Siu-Kootnikoff, legal services director at Sojourn, a domestic violence shelter in Santa Monica, viewed the recently enacted law as the best tool for getting her client a legal remedy.

“Domestic violence is about control, and is not limited to physical abuse,” she said, noting the new law is “critical to addressing abuse that is not dealt with in the criminal codes, yet is as damaging and destructive as a black eye or broken arm.”

While not all judges are sympathetic, the conclusion of the judge who heard Emily’s case shows that at least a few jurists seem to have gotten the message.

“The court’s views of domestic violence are evolving over the years,” Judge Michael J. Convey of the Los Angeles County Superior Court noted in his Feb. 5, 2021, ruling on the case, to “reflect more subtle, more insidious, if you will, behaviors that can be called violence or abuse.”

Convey agreed with Siu-Kootnikoff that what Emily had undergone for years was indeed coercive control, affirming what proponents say is the purpose of the reform, which is to give victims like Emily the benefit of the doubt.

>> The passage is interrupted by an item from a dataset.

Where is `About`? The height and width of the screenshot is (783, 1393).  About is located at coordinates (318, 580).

The 2020 California law, introduced by state Sen. Susan Rubio, herself a survivor of domestic abuse, widens the definition of domestic violence and allows victims to introduce evidence of coercive control in applications in family court for a restraining order or child custody. The coercive control law applies to civil, but not criminal, cases.

Coercive control occurs when an abuser isolates an intimate partner from friends and family, takes over their personal finances and surveils their activity, or uses verbal attacks to reinforce authority.

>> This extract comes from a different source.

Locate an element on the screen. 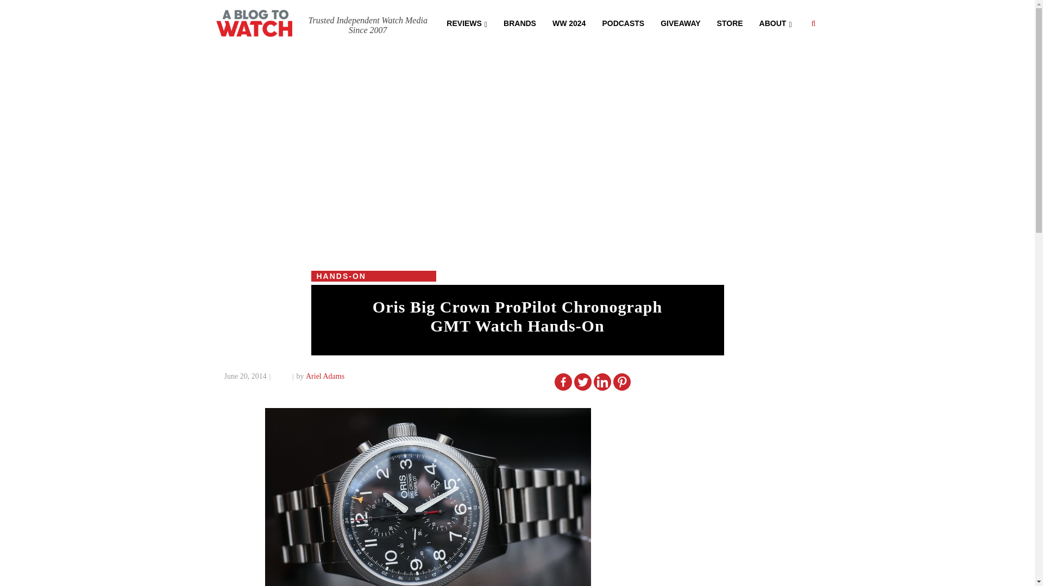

Emily tied the knot with Trevor in 2011, two years after they began dating. She was 30 and he was 28.

They ran their web designing business out of their home in Castaic, in Los Angeles County. But early on she also noticed how “controlling and narcissistic” Trevor could be, she said. In 2015, they divorced, sharing joint custody of their son, then a toddler.

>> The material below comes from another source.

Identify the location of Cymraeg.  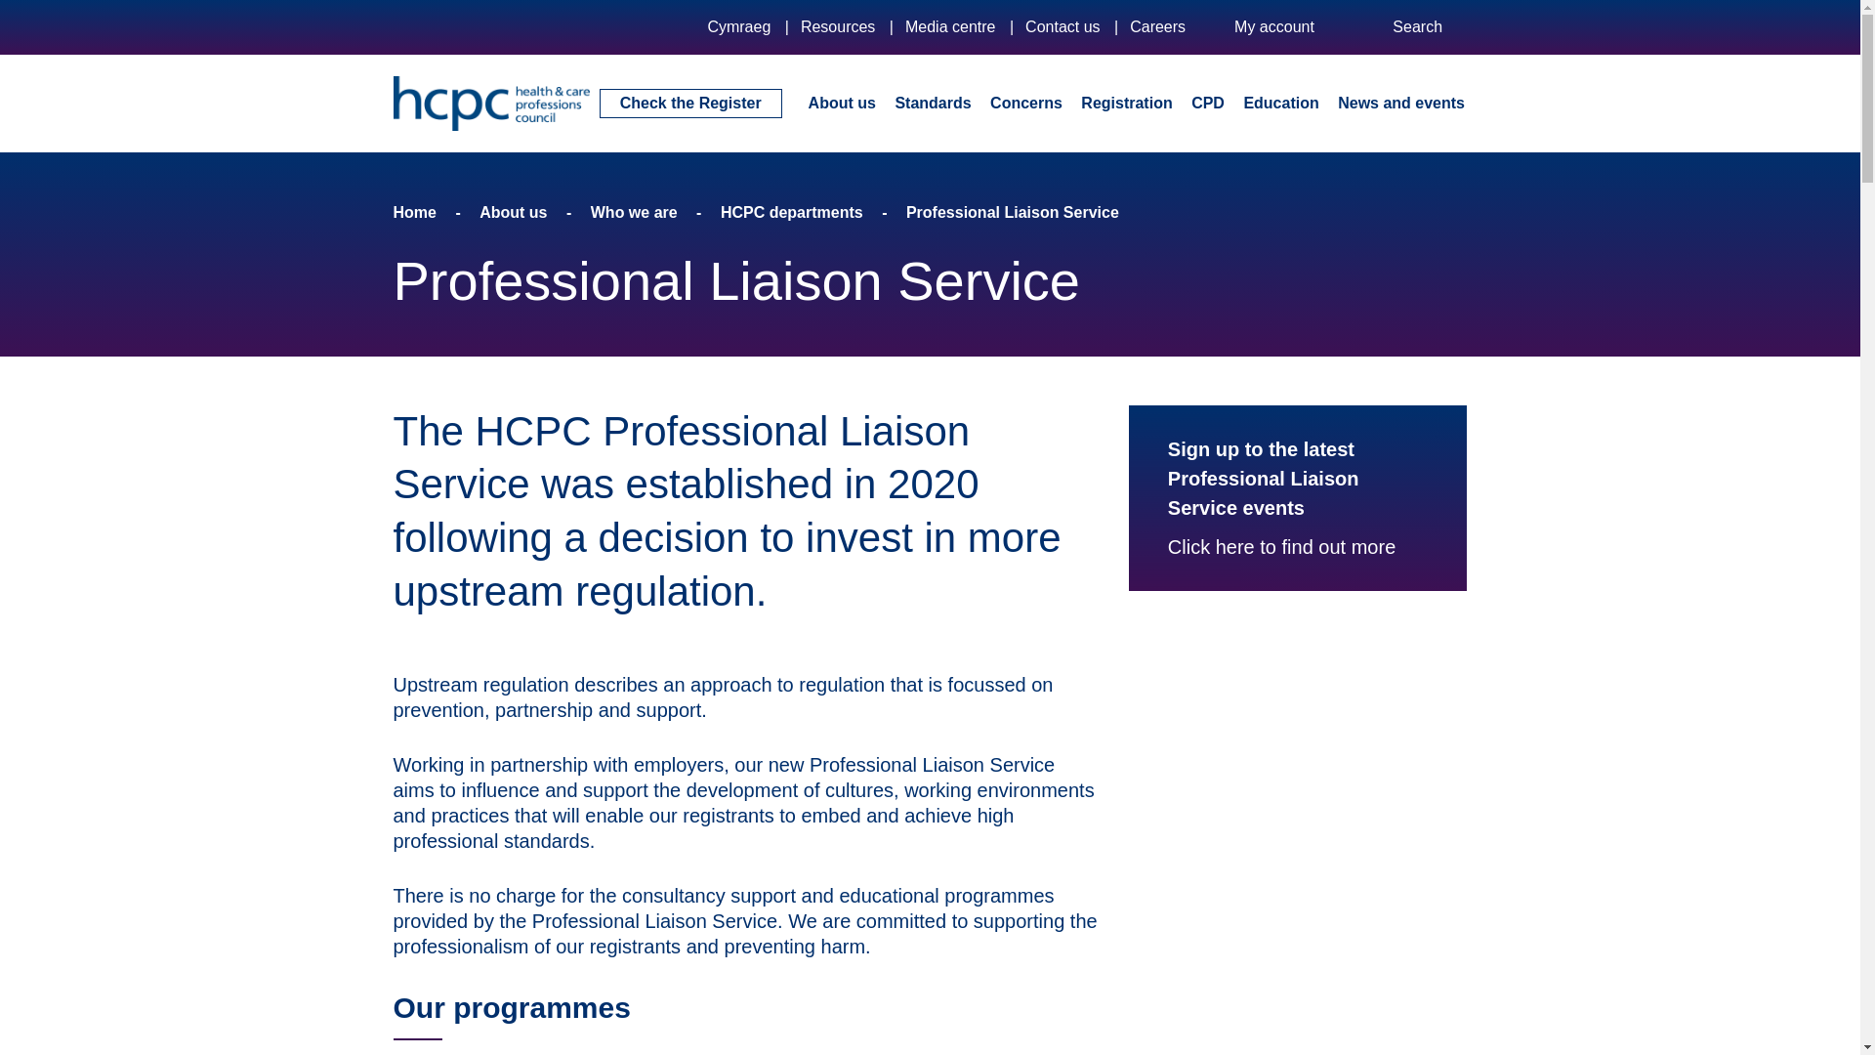
(738, 26).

Three years later, they got back together, agreeing it would be better if Trevor were more involved in the child’s life, according to both parents.

But once they were back together, Emily said the abuse only intensified.

In November 2020, when Emily was trying to get her son ready for school and sought Trevor’s help because the boy would not cooperate, Trevor held her by her arms and pushed her “multiple times” in front of their son, according to testimony. She included pictures of bruises on her arm as exhibits.

Trevor’s attorney, Matthew J. Chung, defended his client’s behavior on that day.

“Emily was the one that was getting up in Trevor’s face,” Chung told the court. “Emily was the one who was yelling” at the boy.

But in his ruling, Convey granted Emily a temporary restraining order against her ex for three years, along with sole custody of their son.

“I made mistakes,” Trevor said in an interview. But he said he found the judge’s decision distressing: “I’m having to entrust our child to someone who’s not stable.”

Both Trevor and Emily were ordered to attend parenting classes separately, while Emily said she continues to attend court-mandated group therapy.

This article is part of a series on California’s coercive control law produced by the San Francisco Public Press, a nonprofit investigative news organization. It was excerpted, edited, and translated by Ethnic Media Services. Read the full story and others in the series at sfpublicpress.org/series/coercive-control. This reporting was underwritten by a Domestic Violence Impact Reporting Fund grant from the Annenberg Center for Health Journalism at the University of Southern California.

This article is a part of a series of articles for Our Weekly’s #StopTheHate campaign and is supported in whole or part by funding provided by the State of California, administered by the California State Library.